Well, he is a math wizard*, so I could see him figuring out a few clever shortcuts. But there's only so much you can do. It could offload rarely-updated parts of history off to the hard drive, so long histories would work in theory, but they'd be even slower than they are now.
*Arithmancer, technically.
Actually, there is a lot you can do, but it's all a matter of how much data you are willing to sacrifice, and how clever you can be.
Compare a .bmp to a .jpg to a .png.
All of these are image formats, and bitmaps just the raw data represented exactly and faithfully. Jpgs, meanwhile, are willing to lose a decent amount of data in exchange for cutting the amount of actual data that needs to be stored before you can extrapolate out the data you want. You lose some resolution, but you can get much more image in the same amount of space. A png, however, is even more clever, and manages to be lossless with its data at the same time that it expands on the functionality of the original format.

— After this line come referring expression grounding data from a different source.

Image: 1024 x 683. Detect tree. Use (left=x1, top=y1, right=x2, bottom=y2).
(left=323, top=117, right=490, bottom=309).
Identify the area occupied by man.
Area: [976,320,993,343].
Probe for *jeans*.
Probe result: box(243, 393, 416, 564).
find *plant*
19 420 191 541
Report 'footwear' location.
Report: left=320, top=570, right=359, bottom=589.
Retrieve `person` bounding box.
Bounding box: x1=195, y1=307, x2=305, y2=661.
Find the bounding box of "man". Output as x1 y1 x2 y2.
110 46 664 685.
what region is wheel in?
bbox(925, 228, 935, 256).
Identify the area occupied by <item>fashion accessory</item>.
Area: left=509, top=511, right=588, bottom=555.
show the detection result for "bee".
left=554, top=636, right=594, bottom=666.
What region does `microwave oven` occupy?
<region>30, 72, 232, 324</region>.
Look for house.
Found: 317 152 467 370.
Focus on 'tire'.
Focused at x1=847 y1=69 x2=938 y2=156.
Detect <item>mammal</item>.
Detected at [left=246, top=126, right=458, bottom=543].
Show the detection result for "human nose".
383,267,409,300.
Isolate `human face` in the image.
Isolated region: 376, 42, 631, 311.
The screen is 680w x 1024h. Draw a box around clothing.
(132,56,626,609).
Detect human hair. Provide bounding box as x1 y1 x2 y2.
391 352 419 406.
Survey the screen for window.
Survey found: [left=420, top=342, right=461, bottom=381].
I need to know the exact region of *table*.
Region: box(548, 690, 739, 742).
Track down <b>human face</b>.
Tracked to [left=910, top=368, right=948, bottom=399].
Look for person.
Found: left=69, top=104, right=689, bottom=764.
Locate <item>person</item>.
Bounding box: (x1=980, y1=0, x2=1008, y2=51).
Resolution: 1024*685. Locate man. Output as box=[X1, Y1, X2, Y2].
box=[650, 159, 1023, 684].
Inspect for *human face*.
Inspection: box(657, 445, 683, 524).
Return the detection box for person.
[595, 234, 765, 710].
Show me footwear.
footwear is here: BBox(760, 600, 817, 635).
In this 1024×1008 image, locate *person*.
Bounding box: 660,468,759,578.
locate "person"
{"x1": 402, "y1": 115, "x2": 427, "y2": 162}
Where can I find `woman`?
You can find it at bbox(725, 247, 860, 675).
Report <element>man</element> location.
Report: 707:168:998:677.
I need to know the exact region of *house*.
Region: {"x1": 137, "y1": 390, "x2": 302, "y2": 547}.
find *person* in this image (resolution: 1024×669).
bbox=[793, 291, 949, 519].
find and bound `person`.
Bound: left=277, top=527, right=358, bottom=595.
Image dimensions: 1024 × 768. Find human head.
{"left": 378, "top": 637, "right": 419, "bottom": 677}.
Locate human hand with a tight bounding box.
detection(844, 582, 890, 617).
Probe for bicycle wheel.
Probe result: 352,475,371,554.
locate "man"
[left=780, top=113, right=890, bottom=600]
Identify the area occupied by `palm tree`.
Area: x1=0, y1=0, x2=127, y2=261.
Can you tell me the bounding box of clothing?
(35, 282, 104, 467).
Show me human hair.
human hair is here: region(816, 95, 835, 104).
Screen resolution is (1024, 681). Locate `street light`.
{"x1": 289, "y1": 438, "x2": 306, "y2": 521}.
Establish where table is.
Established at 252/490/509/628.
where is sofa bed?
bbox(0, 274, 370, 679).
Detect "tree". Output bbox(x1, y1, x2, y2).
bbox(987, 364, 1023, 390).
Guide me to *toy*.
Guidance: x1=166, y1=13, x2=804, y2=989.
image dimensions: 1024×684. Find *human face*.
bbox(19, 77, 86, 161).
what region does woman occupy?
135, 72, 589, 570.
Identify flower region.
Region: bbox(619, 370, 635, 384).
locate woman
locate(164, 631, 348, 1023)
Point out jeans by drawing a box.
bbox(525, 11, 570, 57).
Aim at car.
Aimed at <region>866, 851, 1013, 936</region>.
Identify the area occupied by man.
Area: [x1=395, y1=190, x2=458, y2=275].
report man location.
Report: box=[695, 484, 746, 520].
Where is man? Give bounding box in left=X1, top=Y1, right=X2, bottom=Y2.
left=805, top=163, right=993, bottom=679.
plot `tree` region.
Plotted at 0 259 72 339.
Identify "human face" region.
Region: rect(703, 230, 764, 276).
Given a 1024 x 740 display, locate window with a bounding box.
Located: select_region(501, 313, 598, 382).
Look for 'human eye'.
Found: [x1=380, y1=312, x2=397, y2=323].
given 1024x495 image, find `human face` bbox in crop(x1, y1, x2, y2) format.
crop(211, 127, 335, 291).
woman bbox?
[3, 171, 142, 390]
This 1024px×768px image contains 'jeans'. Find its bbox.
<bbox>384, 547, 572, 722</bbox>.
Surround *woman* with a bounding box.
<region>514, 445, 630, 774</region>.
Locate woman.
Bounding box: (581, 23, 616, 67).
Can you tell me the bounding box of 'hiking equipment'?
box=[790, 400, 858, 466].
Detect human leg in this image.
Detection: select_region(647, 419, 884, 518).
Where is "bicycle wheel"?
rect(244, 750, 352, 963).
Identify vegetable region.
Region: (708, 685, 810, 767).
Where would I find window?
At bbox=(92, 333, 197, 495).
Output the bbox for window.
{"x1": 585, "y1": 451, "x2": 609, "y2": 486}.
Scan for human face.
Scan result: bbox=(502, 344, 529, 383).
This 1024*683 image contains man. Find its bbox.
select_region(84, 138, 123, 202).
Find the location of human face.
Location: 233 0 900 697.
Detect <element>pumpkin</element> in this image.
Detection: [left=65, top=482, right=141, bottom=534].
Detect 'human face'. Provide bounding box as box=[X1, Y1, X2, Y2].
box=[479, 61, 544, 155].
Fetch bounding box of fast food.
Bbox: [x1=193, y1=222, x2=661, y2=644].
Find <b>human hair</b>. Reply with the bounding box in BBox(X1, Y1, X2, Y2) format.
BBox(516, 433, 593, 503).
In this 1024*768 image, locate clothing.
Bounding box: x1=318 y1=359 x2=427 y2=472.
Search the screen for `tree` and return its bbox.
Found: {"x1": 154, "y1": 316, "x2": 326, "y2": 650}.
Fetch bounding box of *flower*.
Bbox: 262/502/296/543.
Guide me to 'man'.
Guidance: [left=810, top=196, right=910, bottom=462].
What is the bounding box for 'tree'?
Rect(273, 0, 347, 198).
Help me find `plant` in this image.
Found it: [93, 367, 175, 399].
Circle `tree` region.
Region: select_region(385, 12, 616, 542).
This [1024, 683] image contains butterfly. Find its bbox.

PNGs only came about because many people spent a very long time thinking about how to refine the art of storing art, however.
If I were to give you a word problem to solve where I told you a train was traveling a 240 mile journey at 60 miles per hour, you would simply divide 240 by 60 and get the answer. If a typical game is told to do the same thing, however, it would start a minute-by-minute pushing of a train object along the grid until it hit its destination, and return the value of how many iterations it had to push.
It's a matter of how you look at the math problem from the first place.
The trick is to find ways to properly abstract your math problems into a higher level of math that the computer can still run.